Wednesday, March 25, 2026

Crabtree's Prediction

 
From Wikipedia:   In 2013, Crabtree published "Our Fragile Intellect" in Trends in Genetics, The prediction that our intellectual abilities are genetically fragile was based on the determined rate of human de novo mutations (those mutations that appear in each generation). This rate has been determined in several human populations to be about 1.20 x10-8 per nucleotide per generation with an average father's age of 29.7 years. This rate doubles every 16.5 years with the father's age and ascribes most of the new mutations to the father during the production of reproductive cells.  Thus about 45 to 60 new mutations occur per generation per human genome with each new generation.  The conclusion that the accumulation of these new mutations over the generations would lead to intellectual fragility was based on the estimate of the fraction of genes necessary for normal development of the nervous system, which is thought to be several thousand. The nervous system is unique in that an extraordinarily large number of genes are required for the development and function of the brain, representing perhaps 10–20% of all human genes. The simple combination of the number of genes required for normal brain development (>1000) and the fact that each human generation has 45-60 new mutations per genome led Crabtree to suggest that our intellectual abilities are particularly genetically fragile over many generations.

His thesisEach generation, humans accumulate ~50–60 new mutations. Most are harmless. But some are slightly harmful and aren’t removed. They stack. Over ~3,000 years, humans may have accumulated multiple mutations affecting cognition. In the past, natural selection filtered out harmful traits. Today, modern society buffers survival, meaning that those mutations may persist rather than be removed.

I think that natural selection is active no less than before, and intelligent people do reproduce themselves. Today, that is unclear because of the general mixing that takes place.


- EXERCISE DIRECTIONS -
An acceptable answer contains every record below, unchanged, and no pictures.

- DATASET RECORDS -
■ ■ ■ ■ ■
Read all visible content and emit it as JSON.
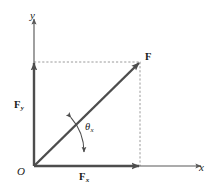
{
  "figure": {
    "kind": "vector-decomposition-diagram",
    "background_color": "#ffffff",
    "line_color": "#595959",
    "vector_color": "#4d4d4d",
    "dashed_color": "#9a9a9a",
    "text_color": "#1a1a1a"
  },
  "axes": {
    "y_label": "y",
    "x_label": "x",
    "origin_label": "O",
    "x_axis": {
      "from": [
        34,
        166
      ],
      "to": [
        202,
        166
      ]
    },
    "y_axis": {
      "from": [
        34,
        166
      ],
      "to": [
        34,
        18
      ]
    }
  },
  "vectors": {
    "resultant": {
      "label": "F",
      "from": [
        34,
        166
      ],
      "to": [
        140,
        62
      ]
    },
    "y_component": {
      "label": "F",
      "subscript": "y",
      "from": [
        34,
        166
      ],
      "to": [
        34,
        62
      ]
    },
    "x_component": {
      "label": "F",
      "subscript": "x",
      "from": [
        34,
        166
      ],
      "to": [
        140,
        166
      ]
    }
  },
  "angle": {
    "symbol": "θ",
    "subscript": "x",
    "vertex": [
      34,
      166
    ],
    "radius": 62,
    "between": [
      "x-axis",
      "F"
    ],
    "double_headed": true
  },
  "projection_lines": {
    "horizontal": {
      "from": [
        34,
        62
      ],
      "to": [
        140,
        62
      ],
      "style": "dashed"
    },
    "vertical": {
      "from": [
        140,
        62
      ],
      "to": [
        140,
        166
      ],
      "style": "dashed"
    }
  }
}
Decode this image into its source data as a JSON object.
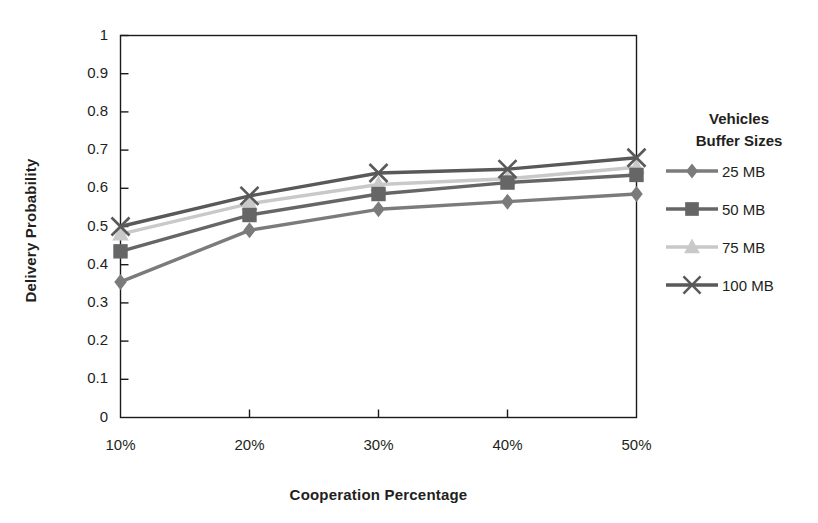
{
  "chart_data": {
    "type": "line",
    "title": "",
    "xlabel": "Cooperation Percentage",
    "ylabel": "Delivery Probability",
    "categories": [
      "10%",
      "20%",
      "30%",
      "40%",
      "50%"
    ],
    "x_tick_labels": [
      "10%",
      "20%",
      "30%",
      "40%",
      "50%"
    ],
    "y_tick_labels": [
      "0",
      "0.1",
      "0.2",
      "0.3",
      "0.4",
      "0.5",
      "0.6",
      "0.7",
      "0.8",
      "0.9",
      "1"
    ],
    "ylim": [
      0,
      1
    ],
    "y_tick_step": 0.1,
    "grid": false,
    "legend_position": "right",
    "legend_title_lines": [
      "Vehicles",
      "Buffer Sizes"
    ],
    "series": [
      {
        "name": "25 MB",
        "marker": "diamond",
        "color": "#7b7b7b",
        "values": [
          0.355,
          0.49,
          0.545,
          0.565,
          0.585
        ]
      },
      {
        "name": "50 MB",
        "marker": "square",
        "color": "#666666",
        "values": [
          0.435,
          0.53,
          0.585,
          0.615,
          0.635
        ]
      },
      {
        "name": "75 MB",
        "marker": "triangle",
        "color": "#c9c9c9",
        "values": [
          0.48,
          0.56,
          0.61,
          0.625,
          0.655
        ]
      },
      {
        "name": "100 MB",
        "marker": "cross",
        "color": "#595959",
        "values": [
          0.5,
          0.58,
          0.64,
          0.65,
          0.68
        ]
      }
    ]
  },
  "legend": {
    "title_line_1": "Vehicles",
    "title_line_2": "Buffer Sizes",
    "items": [
      {
        "label": "25 MB"
      },
      {
        "label": "50 MB"
      },
      {
        "label": "75 MB"
      },
      {
        "label": "100 MB"
      }
    ]
  },
  "axes": {
    "x_title": "Cooperation Percentage",
    "y_title": "Delivery Probability"
  },
  "colors": {
    "axis": "#231f20",
    "plot_border": "#1a1a1a",
    "background": "#ffffff"
  }
}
■ ■ ■ ■ ■
- TASK RESPONSE -
Read all visible content and emit it as JSON.
{
  "figure": {
    "kind": "vector-decomposition-diagram",
    "background_color": "#ffffff",
    "line_color": "#595959",
    "vector_color": "#4d4d4d",
    "dashed_color": "#9a9a9a",
    "text_color": "#1a1a1a"
  },
  "axes": {
    "y_label": "y",
    "x_label": "x",
    "origin_label": "O",
    "x_axis": {
      "from": [
        34,
        166
      ],
      "to": [
        202,
        166
      ]
    },
    "y_axis": {
      "from": [
        34,
        166
      ],
      "to": [
        34,
        18
      ]
    }
  },
  "vectors": {
    "resultant": {
      "label": "F",
      "from": [
        34,
        166
      ],
      "to": [
        140,
        62
      ]
    },
    "y_component": {
      "label": "F",
      "subscript": "y",
      "from": [
        34,
        166
      ],
      "to": [
        34,
        62
      ]
    },
    "x_component": {
      "label": "F",
      "subscript": "x",
      "from": [
        34,
        166
      ],
      "to": [
        140,
        166
      ]
    }
  },
  "angle": {
    "symbol": "θ",
    "subscript": "x",
    "vertex": [
      34,
      166
    ],
    "radius": 62,
    "between": [
      "x-axis",
      "F"
    ],
    "double_headed": true
  },
  "projection_lines": {
    "horizontal": {
      "from": [
        34,
        62
      ],
      "to": [
        140,
        62
      ],
      "style": "dashed"
    },
    "vertical": {
      "from": [
        140,
        62
      ],
      "to": [
        140,
        166
      ],
      "style": "dashed"
    }
  }
}
Decode this image into its source data as a JSON object.
{
  "chart_data": {
    "type": "line",
    "title": "",
    "xlabel": "Cooperation Percentage",
    "ylabel": "Delivery Probability",
    "categories": [
      "10%",
      "20%",
      "30%",
      "40%",
      "50%"
    ],
    "x_tick_labels": [
      "10%",
      "20%",
      "30%",
      "40%",
      "50%"
    ],
    "y_tick_labels": [
      "0",
      "0.1",
      "0.2",
      "0.3",
      "0.4",
      "0.5",
      "0.6",
      "0.7",
      "0.8",
      "0.9",
      "1"
    ],
    "ylim": [
      0,
      1
    ],
    "y_tick_step": 0.1,
    "grid": false,
    "legend_position": "right",
    "legend_title_lines": [
      "Vehicles",
      "Buffer Sizes"
    ],
    "series": [
      {
        "name": "25 MB",
        "marker": "diamond",
        "color": "#7b7b7b",
        "values": [
          0.355,
          0.49,
          0.545,
          0.565,
          0.585
        ]
      },
      {
        "name": "50 MB",
        "marker": "square",
        "color": "#666666",
        "values": [
          0.435,
          0.53,
          0.585,
          0.615,
          0.635
        ]
      },
      {
        "name": "75 MB",
        "marker": "triangle",
        "color": "#c9c9c9",
        "values": [
          0.48,
          0.56,
          0.61,
          0.625,
          0.655
        ]
      },
      {
        "name": "100 MB",
        "marker": "cross",
        "color": "#595959",
        "values": [
          0.5,
          0.58,
          0.64,
          0.65,
          0.68
        ]
      }
    ]
  },
  "legend": {
    "title_line_1": "Vehicles",
    "title_line_2": "Buffer Sizes",
    "items": [
      {
        "label": "25 MB"
      },
      {
        "label": "50 MB"
      },
      {
        "label": "75 MB"
      },
      {
        "label": "100 MB"
      }
    ]
  },
  "axes": {
    "x_title": "Cooperation Percentage",
    "y_title": "Delivery Probability"
  },
  "colors": {
    "axis": "#231f20",
    "plot_border": "#1a1a1a",
    "background": "#ffffff"
  }
}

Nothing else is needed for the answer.